Quarterly Journal of Speech 84 (1998), Mark Lawrence McPhail,
The Rhetoric of Racism Revisited: Reparations or Separation?
(Lanham, MD: Rowman and Littlefield, 2002), Mark Lawrence
McPhail, “Race and the (Im)Possibility of Dialogue,” in Dialogue:
Theorizing Difference in Communication Studies, ed. Rob Anderson, Leslie A. Baxter, and Kenneth N. Cissna (Thousand Oaks,
CA: Sage, 2004).
52
I borrow the phrase “dance of agency” from Aaron D.
Gresson, III, America’s Atonement: Racial Pain, Recovery Rhetoric, and the Pedagogy of Healing (New York: Peter Lang, 2004).
In a similar vein, Ricoeur addresses agency implicitly in terms of
the self’s attestation: “the assurance of being oneself acting and
suffering.” Ricoeur, Oneself as Another, 22.
53
In the Christian narrative, Christ’s sacrifice both highlights the world’s brokenness (which breaks his body) and displays
a revolutionary wholeness that breaks into the moral incoherence
of the world. His life and death provide a glimpse of what could
and should be, inspiring others who follow Him to do the same.
54
John B. Hatch, “Reconciliation as a Tragicomic Corrective: From Racial Offense to Rhetorical Coherence” (Ph.D. dissertation, Regent University, 2003).
55
Numerous other dialectics can be identified in the literature, among them symbolic vs. substantive transformation (e.g.,
“mere rhetoric” vs. “real” economic or political reform) and remembering vs. forgetting wrongs.
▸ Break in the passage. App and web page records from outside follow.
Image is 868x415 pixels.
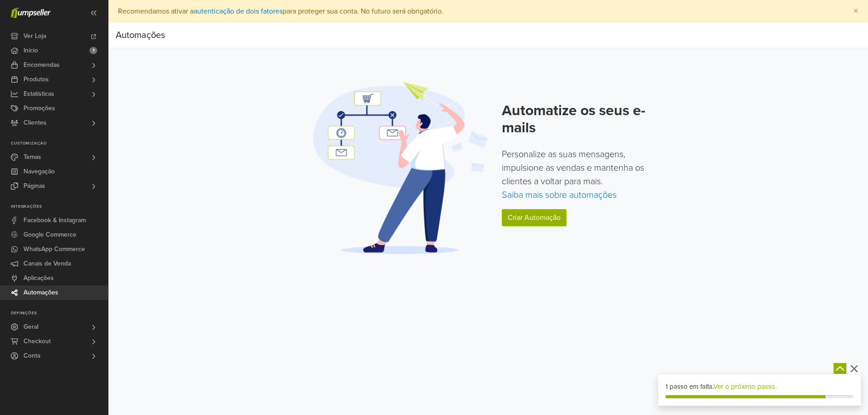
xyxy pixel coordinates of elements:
span: Canais de Venda [24,257,71,271]
p: Integrações [11,204,108,210]
span: Aplicações [24,271,54,286]
span: WhatsApp Commerce [24,242,85,257]
span: Facebook & Instagram [24,214,86,228]
p: Customização [11,141,108,147]
span: Promoções [24,101,56,116]
span: Navegação [24,164,55,179]
span: Início [24,43,38,58]
span: Checkout [24,334,51,349]
span: Conta [24,349,40,363]
span: 1 [90,47,97,54]
span: Google Commerce [24,228,76,242]
a: autenticação de dois fatores [193,7,282,16]
span: Páginas [24,179,45,193]
div: Automações [116,26,165,44]
span: Geral [24,320,39,334]
span: × [854,5,859,17]
span: Ver Loja [24,29,46,43]
span: Encomendas [24,58,59,72]
div: 1 passo em falta. [666,382,854,392]
a: Saiba mais sobre automações [502,190,617,201]
span: Clientes [24,116,46,130]
span: Produtos [24,72,49,87]
a: Criar Automação [502,209,567,227]
span: Temas [24,150,41,164]
a: Ver o próximo passo. [714,382,777,391]
img: Automation [310,81,491,255]
h2: Automatize os seus e-mails [502,102,667,137]
span: Automações [24,286,59,300]
button: Close [844,1,868,22]
p: Definições [11,311,108,316]
span: Estatísticas [24,87,54,101]
p: Personalize as suas mensagens, impulsione as vendas e mantenha os clientes a voltar para mais. [502,147,667,202]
Regarding the former, I take
a post-semiotic view in which the symbol-substance dichotomy
breaks down (i.e., words are material in the pursuit of justice, and
material/political correctives function as rhetorical appeals to accept that the terms of justice have been satisfied). As for remembering vs. forgetting, I treat this dialectic under the rubric of the
grace-truth dialectic.
56
Doxtader, “Reconciliation--a Rhetorical Concept/ion,”
285.
57
In his definition of irony, Burke describes something akin
to polyphony among terms: “Irony arises when one tries, by the
interaction of terms upon one another, to produce a development
which uses all of the terms. Hence, from the standpoint of this total
form (this ‘perspective of perspectives’), none of the participating ‘sub-perspectives’ can be treated as either precisely right or
precisely wrong. They are all voices, or personalities, or positions,
integrally affecting one another.” Burke, Grammar, 512.
58
Psalm 85:10.
59
John Paul Lederach, Building Peace: Sustainable Reconciliation in Divided Societies (Washington, DC: U.S. Institute of
Peace, 1997), 28.
22
60
Ibid., 29.
61
Ibid., 30.
62
Crocker, “Punishment,” 65.
77
Ricoeur, The Just, 8.
78
See Charles Villa-Vicencio, “Restorative Justice: Dealing
with the Past Differently,” in Looking Back, Reaching Forward:
Reflections on the Truth and Reconciliation Commission of South
Africa, ed. Charles Villa-Vicencio and Wilhelm Verwoerd (Cape
Town, South Africa: University of Cape Town Press, 2000).
79
Ricoeur, Oneself as Another, 203.
80
Ricoeur discusses the place of tragedy in the ethical realization of the self at length in the ninth study in Oneself as Another.
81
Ricoeur, Oneself as Another, 152.
82
See chapter 8 of Paul Ricoeur, Time and Narrative, trans.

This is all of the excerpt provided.